Yeah, I can see that now that you mention it. But I "swirled" with the blade at 4 different levels coming up from the bottom. Nothin. haha.
 
Is that the kind of thing you were trying for? YOu could always take tin snips and make some teeth in a flat blade, if the serrated part was of particular interest.

Yeah I was thinking along the same lines after I looked at the thread you linked. Use some thinner gauge metal, cut some teeth in it and then offset them. Like on a good tree saw.
 
I wonder if you would then have to cut the loaf differently to see what effect the teeth had. If you cut your teeth along the edge of the blade, that would end up being perpendicular to the cut from the loaf and you may not see its full swirling ability.
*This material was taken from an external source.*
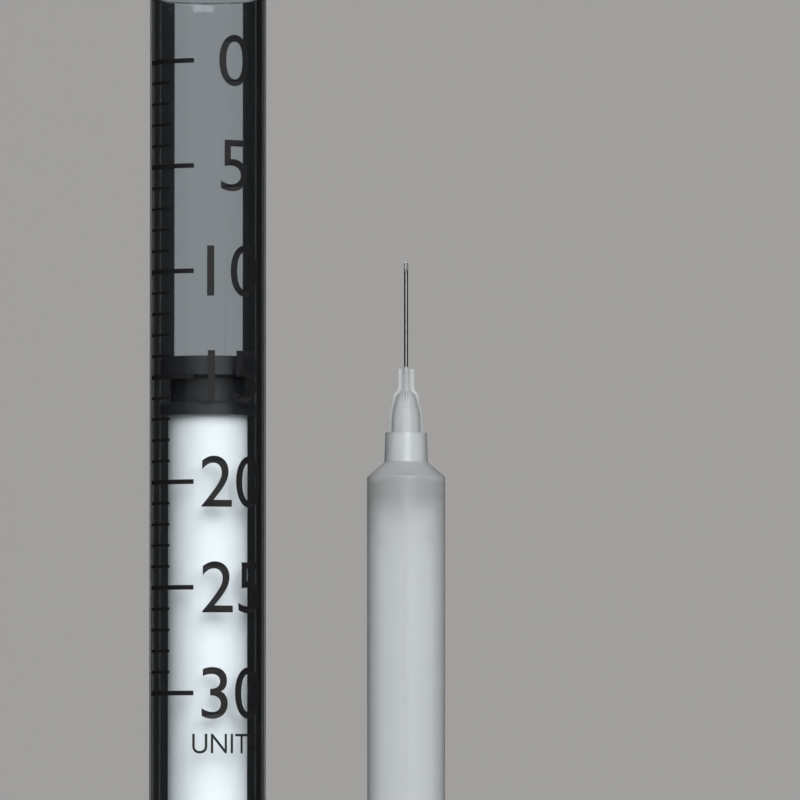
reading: 14 units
Or you could cut a couple bars from the loaf the normal way and a couple bars so they are face up and compare. I have no idea if I am making sense in words, but if I could draw a picture....
 
I wonder if you would then have to cut the loaf differently to see what effect the teeth had. If you cut your teeth along the edge of the blade, that would end up being perpendicular to the cut from the loaf and you may not see its full swirling ability. Or you could cut a couple bars from the loaf the normal way and a couple bars so they are face up and compare. I have no idea if I am making sense in words, but if I could draw a picture....

Well you're either making perfect sense, or we both have warped minds, because I understand exactly what you're saying. I have seen some people cutting the loaf differently, but I'm trying to avoid that. Still formulating some idea's with different sized, "blades" and some different techniques, to allow the swirl to be evident in a typical loaf cut.